Background and Scope |
The Library's Prints and Photographs Division houses more than 2,500 woodblock prints and drawings by Japanese artists of the seventeenth through early twentieth centuries including Hiroshige, Kuniyoshi, Sadahide, and Yoshiiku. Catalog records for the prints in the collection are continuously being added to the online catalog. About seventy percent of the collection is currently available online (the remainder of the holdings are available under the Division's Access to Unprocessed Materials policy). The Library of Congress appreciates the financial support provided by Nicihibunken (International Research Center for Japanese Studies, an Inter-University Research Institute Corporation) to scan 1,100 of the Ukiyo-e prints.
Subjects frequently depicted in the prints include:
The Library acquired its Japanese woodblock print holdings from a host of different donors and collectors including Supreme Court Justice Oliver Wendell Holmes, President William Howard Taft, Crosby Stuart Noyes, and Emily Crane Chadbourne
Many schools, traditions, and genres are represented, notably surimono, privately distributed prints combining pictures and poetry, and prints from the Russo-Japanese and Sino-Japanese wars. However, the primary strengths of the collection are the Japanese art forms known as
The Japanese art of Ukiyo-e developed in the city of Edo (now Tokyo) during the Tokugawa or Edo Period (1600-1868), a relatively peaceful 250 years during which the Tokugawa shoguns ruled Japan and made Edo the shogunal seat of power.
Crosby Stuart Noyes, an owner and editor-in-chief of the former Washington Evening Star, assembled what is now the Library's most extensive collection of Ukiyo-e, including about 1,300 prints, drawings, and illustrated books. More than 100 works from the Library's full collection of about 2500 Ukiyo-e prints are currently online. The Library of Congress exhibition The Floating World of Ukiyo-e: Shadows, Dreams, and Substance featured many of the prints, and the exhibition website includes additional information about collection themes and specific works.
American naval officer Matthew Calbraith Perry (1794-1858) led an expedition to Japan between 1852 and 1854 that was instrumental in opening Japan to the Western world after more than 200 years of national seclusion (a policy adopted by the Tokugawa shogunate). New trade agreements beginning in the 1850s resulted in an unprecedented flow of travelers and goods between Japan and the West.
In addition to eye-witness accounts, Yokohama-e often borrowed imagery from secondary sources, such as wood engravings in Western journals and newspapers. Yokohama-e artists also took frequent advantage of bright aniline dyes to heighten the visual intensity of their images.
Emily Crane Chadbourne donated most of the Yokohama prints currently in the Library's collection, and the entire Chadbourne Collection (about 180 prints) is online.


ABOUT THIS TASK: Where the records below reach the line containing "Image is 868x472 pixels.", start transcribing, and end with the line containing "Image is 557x243 pixels.", exactly and with nothing else added.
[[ RECORDS FOR THE EXERCISE, beginning ]]
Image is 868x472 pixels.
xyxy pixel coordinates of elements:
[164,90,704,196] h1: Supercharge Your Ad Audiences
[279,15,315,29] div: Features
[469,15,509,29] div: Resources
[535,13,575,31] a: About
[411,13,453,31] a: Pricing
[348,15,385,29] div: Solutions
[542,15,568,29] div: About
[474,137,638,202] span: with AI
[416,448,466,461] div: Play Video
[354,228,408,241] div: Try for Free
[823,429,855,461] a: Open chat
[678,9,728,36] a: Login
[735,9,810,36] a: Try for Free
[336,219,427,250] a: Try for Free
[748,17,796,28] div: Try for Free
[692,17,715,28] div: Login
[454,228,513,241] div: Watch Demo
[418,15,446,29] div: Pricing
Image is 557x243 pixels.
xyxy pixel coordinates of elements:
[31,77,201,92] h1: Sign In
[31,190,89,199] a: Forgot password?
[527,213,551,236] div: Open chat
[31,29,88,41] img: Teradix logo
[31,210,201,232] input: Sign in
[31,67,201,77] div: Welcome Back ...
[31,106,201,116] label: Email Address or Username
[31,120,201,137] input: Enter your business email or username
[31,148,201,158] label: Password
[[ RECORDS FOR THE EXERCISE, end ]]
[[ RECORDS FOR THE EXERCISE, beginning ]]
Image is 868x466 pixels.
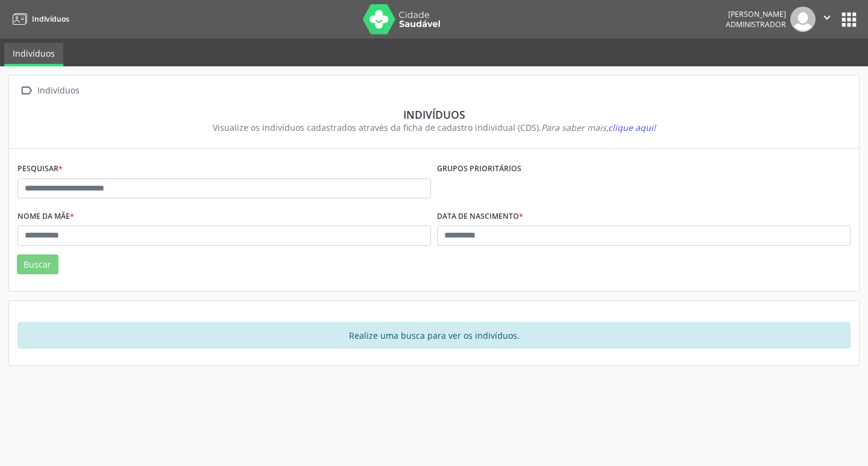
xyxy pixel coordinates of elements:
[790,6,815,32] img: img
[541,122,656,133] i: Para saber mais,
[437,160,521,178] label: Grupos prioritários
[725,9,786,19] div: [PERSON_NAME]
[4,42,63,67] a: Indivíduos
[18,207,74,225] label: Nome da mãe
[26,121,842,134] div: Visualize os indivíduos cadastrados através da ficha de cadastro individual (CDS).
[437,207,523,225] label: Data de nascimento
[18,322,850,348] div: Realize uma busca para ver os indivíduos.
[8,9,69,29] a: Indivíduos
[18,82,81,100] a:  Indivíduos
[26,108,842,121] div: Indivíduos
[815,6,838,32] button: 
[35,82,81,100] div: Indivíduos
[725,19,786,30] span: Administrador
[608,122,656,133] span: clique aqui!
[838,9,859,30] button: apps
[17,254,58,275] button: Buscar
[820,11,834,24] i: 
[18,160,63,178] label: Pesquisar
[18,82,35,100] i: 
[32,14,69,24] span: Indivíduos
[[ RECORDS FOR THE EXERCISE, end ]]
TASK RESPONSE:
Image is 868x472 pixels.
xyxy pixel coordinates of elements:
[164,90,704,196] h1: Supercharge Your Ad Audiences
[279,15,315,29] div: Features
[469,15,509,29] div: Resources
[535,13,575,31] a: About
[411,13,453,31] a: Pricing
[348,15,385,29] div: Solutions
[542,15,568,29] div: About
[474,137,638,202] span: with AI
[416,448,466,461] div: Play Video
[354,228,408,241] div: Try for Free
[823,429,855,461] a: Open chat
[678,9,728,36] a: Login
[735,9,810,36] a: Try for Free
[336,219,427,250] a: Try for Free
[748,17,796,28] div: Try for Free
[692,17,715,28] div: Login
[454,228,513,241] div: Watch Demo
[418,15,446,29] div: Pricing
Image is 557x243 pixels.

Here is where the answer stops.